I have an html element inside of LiveComponent. It’s not “converted” to Phoenix LiveView or LiveComponent element yet (no phx-click added), so still relies on class name and jQuery event listener.
It probably doesn’t but a.comment-control-reply might get patched so that the event listener might not be there when the element is clicked. A way around this is to set the event listener in a hook for this element.
I mean DOM patching done via morphdom which live view uses to keep the client and the server views in sync. So if the server decides to updates some part of DOM, the event listeners that have been set for those elements might get lost.
Where can I read more about this behavior of LiveView?
A “DOM Patch” means roughly that elements might be added, altered or removed (by LiveView, because the content of the page has to change).
If you have a JQuery event listener such as $(".myclass").on("click", function() {...}); then this will only be added to all elements with the class attribute myclass at the time it is invoked.

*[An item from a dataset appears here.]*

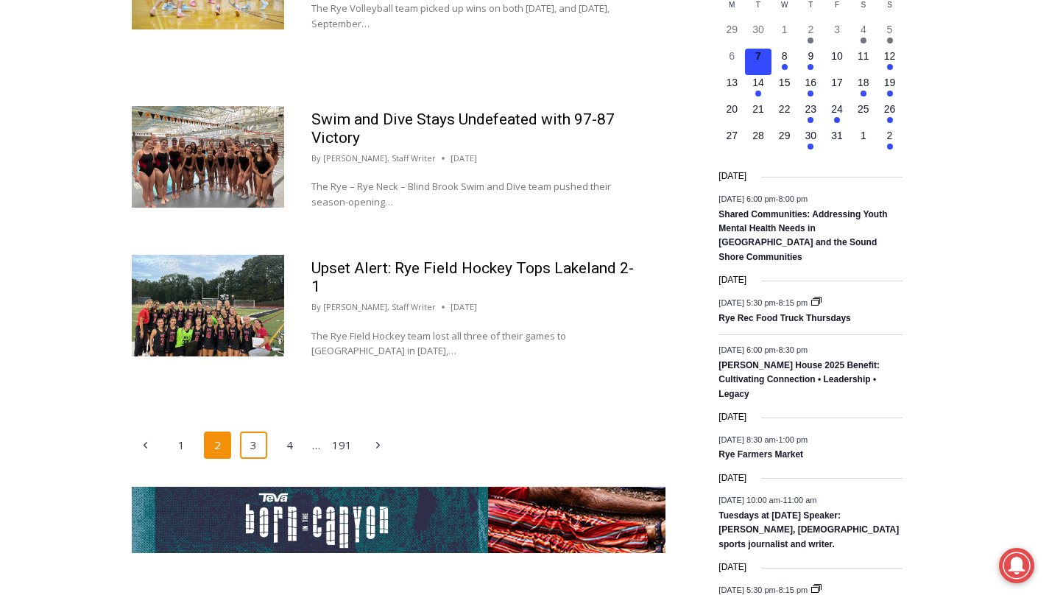 This screenshot has height=598, width=1049. Describe the element at coordinates (732, 115) in the screenshot. I see `button: 20` at that location.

If other elements are added later (or other elements are altered to also get the class “myclass” later), then those will not trigger the event listener. See also the documentation of jQuery’s .on method:
Event handlers are bound only to the currently selected elements; they must exist at the time your code makes the call to .on()
There are two solutions for this problem:
Use the Phoenix LiveView hooks such as what @idi527 already showed. This is probably the cleanest solution.
Use a jQuery ‘delegated event handler’, like $(".container-outside-of-liveview").on("click", ".comment-control-reply", function() {...}). See the documentation of .on for more information on this, which I think should work as well (I have not tested it myself, however).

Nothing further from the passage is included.